There is no one about.
Annaliese reaches into her bag and pulls out a jewel at random, as if she’s playing Scrabble. It’s a near-rectangle from what was probably a plate. It’s partly gold and sits nicely in a sunflower-yellow fruit bowl. She steps back to admire the effect, before reaching in again to reposition it slightly off-centre.
A piece with a pink rose looks perfect peeping from a Peter Rabbit eggcup.
Her final fragment is a fuss of forget-me-nots with a jagged tip.
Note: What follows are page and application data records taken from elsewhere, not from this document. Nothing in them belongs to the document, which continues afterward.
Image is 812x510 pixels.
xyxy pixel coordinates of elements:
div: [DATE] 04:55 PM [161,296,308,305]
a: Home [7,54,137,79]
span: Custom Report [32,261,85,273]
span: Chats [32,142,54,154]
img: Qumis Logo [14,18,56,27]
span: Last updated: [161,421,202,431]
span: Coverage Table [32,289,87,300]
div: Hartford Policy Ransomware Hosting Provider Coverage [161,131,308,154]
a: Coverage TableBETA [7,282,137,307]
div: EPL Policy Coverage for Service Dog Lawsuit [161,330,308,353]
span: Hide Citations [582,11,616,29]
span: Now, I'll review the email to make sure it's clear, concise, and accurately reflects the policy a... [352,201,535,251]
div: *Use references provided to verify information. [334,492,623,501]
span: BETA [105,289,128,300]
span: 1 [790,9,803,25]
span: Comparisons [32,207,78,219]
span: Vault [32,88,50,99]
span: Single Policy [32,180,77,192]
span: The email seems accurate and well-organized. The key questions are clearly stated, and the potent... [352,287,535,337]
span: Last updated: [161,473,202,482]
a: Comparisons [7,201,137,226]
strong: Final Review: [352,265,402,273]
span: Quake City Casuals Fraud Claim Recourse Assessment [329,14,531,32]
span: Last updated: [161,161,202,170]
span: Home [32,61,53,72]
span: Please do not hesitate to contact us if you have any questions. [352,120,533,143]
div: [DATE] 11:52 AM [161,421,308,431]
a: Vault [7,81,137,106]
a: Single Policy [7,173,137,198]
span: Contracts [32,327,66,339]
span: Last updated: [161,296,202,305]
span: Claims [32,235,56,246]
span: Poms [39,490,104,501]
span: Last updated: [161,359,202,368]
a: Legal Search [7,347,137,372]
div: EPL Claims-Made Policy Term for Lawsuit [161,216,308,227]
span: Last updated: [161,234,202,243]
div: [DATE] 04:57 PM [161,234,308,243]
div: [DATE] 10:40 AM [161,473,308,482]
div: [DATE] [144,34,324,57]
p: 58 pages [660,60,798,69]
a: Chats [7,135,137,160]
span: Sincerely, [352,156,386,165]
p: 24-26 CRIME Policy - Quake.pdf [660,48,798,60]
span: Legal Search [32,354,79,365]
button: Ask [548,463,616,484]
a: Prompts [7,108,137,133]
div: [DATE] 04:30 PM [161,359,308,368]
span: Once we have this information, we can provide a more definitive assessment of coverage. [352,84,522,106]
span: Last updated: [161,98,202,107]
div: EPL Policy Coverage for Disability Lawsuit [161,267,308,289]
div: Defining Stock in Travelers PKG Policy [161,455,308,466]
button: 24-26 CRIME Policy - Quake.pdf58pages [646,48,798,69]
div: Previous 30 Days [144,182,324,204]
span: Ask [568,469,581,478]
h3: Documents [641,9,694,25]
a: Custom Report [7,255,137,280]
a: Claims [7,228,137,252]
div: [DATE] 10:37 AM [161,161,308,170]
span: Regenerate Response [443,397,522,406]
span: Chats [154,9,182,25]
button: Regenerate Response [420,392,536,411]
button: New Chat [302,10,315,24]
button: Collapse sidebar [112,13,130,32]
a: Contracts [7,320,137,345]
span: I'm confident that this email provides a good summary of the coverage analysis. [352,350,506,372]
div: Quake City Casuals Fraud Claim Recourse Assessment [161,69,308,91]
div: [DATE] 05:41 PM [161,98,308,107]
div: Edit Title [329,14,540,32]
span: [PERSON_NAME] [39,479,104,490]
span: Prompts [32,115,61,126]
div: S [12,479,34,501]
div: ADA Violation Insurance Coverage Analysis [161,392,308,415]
She teases it along the back of her forearm, testing herself before pushing it in to draw a fine line of thrilling crimson beauty from elbow to wrist. As someone clomps up the stairs towards her, she bows her head before placing her offering on a gleaming platter, anointing its snow-pure surface with a single drop of bridal blood.
She climbs a wide staircase to the tableware department, stuffy under the red-tiled roof in the afternoon heat. A shaft of sunlight slants from a small window, holding a glitter of dust in its embrace before forming a rhomboid on the wooden floor. Every surface is piled with china: Dartington and Denby, Cornishware and Le Creuset, Pyrex and Portmeirion. A bead of sweat trickles unchecked from Annaliese’s temple to her neck.
There is no one about.
Annaliese reaches into her bag and pulls out a jewel at random, as if she’s playing Scrabble. It’s a near-rectangle from what was probably a plate. It’s partly gold and sits nicely in a sunflower-yellow fruit bowl. She steps back to admire the effect, before reaching in again to reposition it slightly off-centre.
A piece with a pink rose looks perfect peeping from a Peter Rabbit eggcup.
Her final fragment is a fuss of forget-me-nots with a jagged tip. She teases it along the back of her forearm, testing herself before pushing it in to draw a fine line of thrilling crimson beauty from elbow to wrist. As someone clomps up the stairs towards her, she bows her head before placing her offering on a gleaming platter, anointing its snow-pure surface with a single drop of bridal blood.